GSA Annual Meeting in Phoenix, Arizona, USA - 2019

Paper No. 244-9
Presentation Time: 10:25 AM

THE LATE CENOZOIC SW TARIM FORELAND BASIN: NEW CONSTRAINTS ON DEFORMATION AND SEDIMENTATION AT THE EDGE OF NW TIBET


SUPPE, John1, WANG, Xin2 and WEI, Xiaochun2, (1)Department of Earth and Atmospheric Sciences, University of Houston, Rm.312, Science & Research Bldg.1, University of Houston, Houston, TX 77204, (2)Geosciences Department, Zhejiang University, Hangzhou, 310027, China

We document large-scale Late Cenozoic to Recent thrusting and plate flexure in the SW Tarim basin at the northern margin of NW Tibet. The SW Tarim foreland basin is one of the largest in the world with a maximum thickness of orogenic-derived strata approaching 10km. This entire basin is translating to the NNE as the 230km long bedding-parallel Hotian thrust sheet, which is perhaps the longest active intact thrust sheet in the world. This thrust translates the growing Tarim foreland basin northward on a regional basal Cenozoic gypsum detachment and ramps to the surface at the northern edge of the flexural basin, forming the linear Mazhartag hills. At the southern edge of the basin a set of high-amplitude anticlines are growing by complex seismically active break-forward ramping and wedging in the Hotian thrust sheet as it steps up from a regional Cambrian evaporite detachment to the basal Cenozoic gypsum detachment.

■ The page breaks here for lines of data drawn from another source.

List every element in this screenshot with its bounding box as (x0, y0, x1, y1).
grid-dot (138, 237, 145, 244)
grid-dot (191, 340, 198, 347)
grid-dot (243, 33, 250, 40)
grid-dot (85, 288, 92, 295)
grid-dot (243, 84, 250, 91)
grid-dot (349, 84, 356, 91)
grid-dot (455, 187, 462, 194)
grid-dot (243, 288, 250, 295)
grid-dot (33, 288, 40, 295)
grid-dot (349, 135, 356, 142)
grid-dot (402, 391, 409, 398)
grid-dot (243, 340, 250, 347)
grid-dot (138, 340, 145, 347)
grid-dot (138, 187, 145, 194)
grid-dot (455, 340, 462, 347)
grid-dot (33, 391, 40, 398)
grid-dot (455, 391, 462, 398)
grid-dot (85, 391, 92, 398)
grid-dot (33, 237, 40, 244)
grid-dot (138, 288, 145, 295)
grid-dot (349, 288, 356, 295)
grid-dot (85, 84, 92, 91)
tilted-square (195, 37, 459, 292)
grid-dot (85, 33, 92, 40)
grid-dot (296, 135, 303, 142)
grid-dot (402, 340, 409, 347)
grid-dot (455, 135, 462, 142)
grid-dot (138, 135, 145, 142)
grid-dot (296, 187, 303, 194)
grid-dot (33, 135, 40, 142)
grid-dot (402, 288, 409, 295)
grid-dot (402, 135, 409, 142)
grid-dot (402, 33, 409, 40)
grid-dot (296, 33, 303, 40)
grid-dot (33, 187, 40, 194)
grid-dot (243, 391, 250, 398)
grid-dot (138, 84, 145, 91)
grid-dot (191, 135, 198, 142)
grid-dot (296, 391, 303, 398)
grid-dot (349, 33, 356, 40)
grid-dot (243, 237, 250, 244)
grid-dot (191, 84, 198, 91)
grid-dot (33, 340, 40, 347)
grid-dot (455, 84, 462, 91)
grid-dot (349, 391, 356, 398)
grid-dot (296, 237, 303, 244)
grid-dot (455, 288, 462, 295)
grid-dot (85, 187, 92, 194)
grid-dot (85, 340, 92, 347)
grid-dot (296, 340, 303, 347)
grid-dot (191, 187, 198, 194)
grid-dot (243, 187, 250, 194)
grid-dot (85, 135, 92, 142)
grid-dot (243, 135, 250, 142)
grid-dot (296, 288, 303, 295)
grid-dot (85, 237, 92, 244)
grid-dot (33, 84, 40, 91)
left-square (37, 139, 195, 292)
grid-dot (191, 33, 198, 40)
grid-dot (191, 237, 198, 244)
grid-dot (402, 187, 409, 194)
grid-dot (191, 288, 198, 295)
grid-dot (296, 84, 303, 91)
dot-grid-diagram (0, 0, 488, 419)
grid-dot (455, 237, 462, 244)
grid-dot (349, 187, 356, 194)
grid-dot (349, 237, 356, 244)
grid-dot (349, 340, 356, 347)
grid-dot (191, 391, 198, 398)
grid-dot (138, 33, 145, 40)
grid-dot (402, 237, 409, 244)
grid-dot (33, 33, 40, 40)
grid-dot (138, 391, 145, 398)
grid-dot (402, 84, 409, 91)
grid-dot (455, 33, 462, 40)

The more interior Tiklik thrust brings Paleozoic and Proterozoic basement to the surface, together with their uplifted Tarim basin cover. The total estimated shortening of SW Tarim basin crust is ~110-130km. The history of this deformation is constrained by growth strata imaged in long regional seismic-reflection profiles. We have determined the ages of key seismic horizons throughout the basin by tying the seismic grid to outcrop magnetostratigraphic sections in the foothills of the eastern Pamir and in Mazhartag and to dated ~11Ma volcanic deposits derived from an igneous center in the adjacent Pamir (Wei et al., 2018).